Musically, Bob Vylan Presents The Price Of Life mines little new ground. The riffs are consistently chunky and energizing, and it’s all pretty strong, save for a few fairly clichéd song structures (“Pretty Songs,” for example, kicks off with 20-odd seconds of acoustic guitar that quickly bursts into a faster and fuzzier rendition of that exact same riff à la every edgy ‘90s grunge band you’ve ever heard). But, as with most punk rock, musical mastery is not really the point here. What far exceeds the complexity of Bob Vylan’s beats is the intensity of their lyrics; even a spoken-word rendition of a Bob Vylan song could be ferociously radical enough to incite a riot, and the heavy instrumentation that surrounds them is only there to add to the furor.

But The Price Of Life is built on more than fury, but rather a highly specific, finely tuned fury. The duo know exactly what they believe in, and they are not afraid to say so as provocatively as they can, and then some. Bob Vylan unleash their iconoclastic scorn on a whole host of targets, from small-time drug barons to the economic systems that allow such people to thrive in the first place; from the creeping hand of authoritarianism to the limousine liberals who do nothing to stand in its way.

There are those who’d hand wave away Bob Vylan’s warnings of an overtly fascist regime lingering on the horizon as hysterical. But when you consider, for example, the British government’s recent policing bill, which has banned any protests that might be considered “seriously inconvenient” (so, any that might get results?)—or the Metropolitan Police’s decision to withhold from the public information about elected politicians who broke Covid laws—these concerns are frighteningly valid.

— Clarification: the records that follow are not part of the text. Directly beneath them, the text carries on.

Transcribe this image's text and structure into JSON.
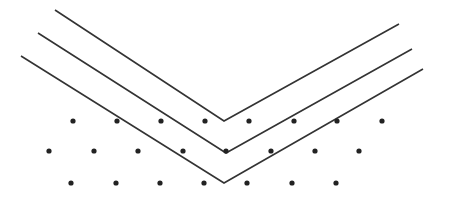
{
  "diagram": {
    "colors": {
      "background": "#ffffff",
      "line": "#333333",
      "dot": "#222222"
    },
    "line_width": 1.6,
    "dot_radius": 2.6,
    "chevrons": [
      {
        "left": [
          55,
          10
        ],
        "vertex": [
          224,
          121
        ],
        "right": [
          399,
          24
        ]
      },
      {
        "left": [
          38,
          33
        ],
        "vertex": [
          226,
          153
        ],
        "right": [
          412,
          49
        ]
      },
      {
        "left": [
          21,
          56
        ],
        "vertex": [
          224,
          183
        ],
        "right": [
          423,
          69
        ]
      }
    ],
    "dot_rows": [
      {
        "y": 121,
        "x": [
          73,
          117,
          161,
          205,
          249,
          294,
          337,
          382
        ]
      },
      {
        "y": 151,
        "x": [
          49,
          94,
          138,
          183,
          226,
          271,
          315,
          359
        ]
      },
      {
        "y": 183,
        "x": [
          71,
          116,
          160,
          204,
          247,
          292,
          336
        ]
      }
    ]
  }
}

The most exhilarating—and terrifying—aspect of Bob Vylan’s message is how excited they are for it to all fall apart. The Price Of Life could hardly be described as a unifying anthem for reconciliation. Instead, it’s both a blistering attack on a system they consider to be defined by exploitation, and a tongue-in-cheek celebration of its death knell. It’s anti-establishment in the truest sense, and if punk ever meant anything at all, then it would be hard to argue it meant anything less than this.